Motion Is Discontinuous and Random Shan Gao @ ECUQ Project To those people who have been plagued by the quantum puzzle
|Everyone Can Understand Quantum> |
Today there are still many physicists who believe in the existence of many worlds. But if they know that the wave function describes quantum motion, they will surely wake up from the fantasyland of many worlds.
There is one and only continuous time flow.
According to the picture of RDM (Random Discontinuous Motion), the superposition state of an object exists in a form of time division. Such a division of the whole time flow is random and discontinuous. Each branch of the superposition occupies a discontinuous time sub-flow.

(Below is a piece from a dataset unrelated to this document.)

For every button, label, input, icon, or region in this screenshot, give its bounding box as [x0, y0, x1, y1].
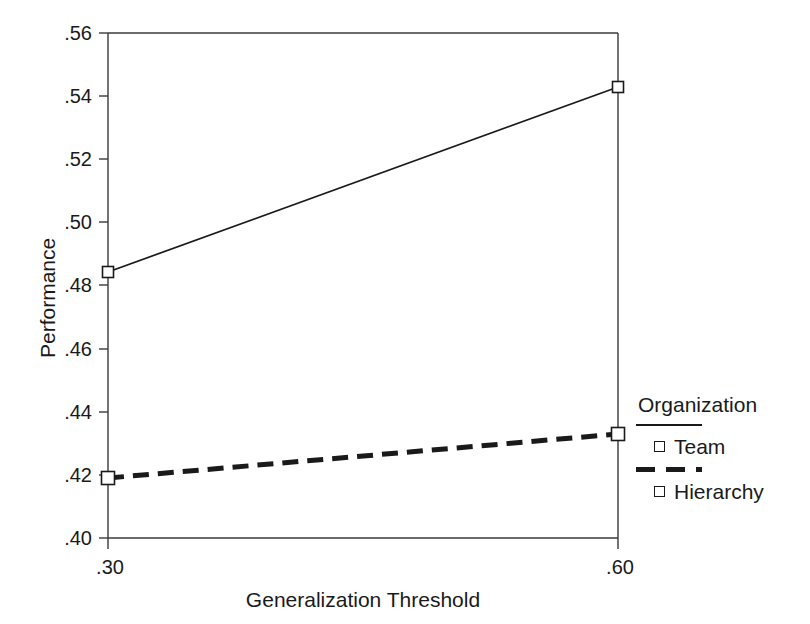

There is only one object all the time, and it moves randomly and discontinuously throughout all possible branches such as those of position in the superposition during a continuous time interval. Therefore, there is one and only world in which time is continuous. Each object in a superposition state only undergoes RDM in this world.
Certainly, an object undergoing RDM can also be in a definite state in the only world. This means that it is in this state all the time during a continuous time interval. The state doesn’t share the whole continuous time flow with other states.
In fact, continuous motion in Newton’s mechanics also exists in a form of time division, but such division is continuous and nonrandom; an object only occupies continuous positions during a continuous time interval. Since there is only one world for continuous motion, there should also exist one world for RDM.
Today there are still many physicists who believe in the existence of many worlds. But if they know that the wave function, especially the superposition state, actually describes RDM, they will surely wake up from the fantasyland of many worlds.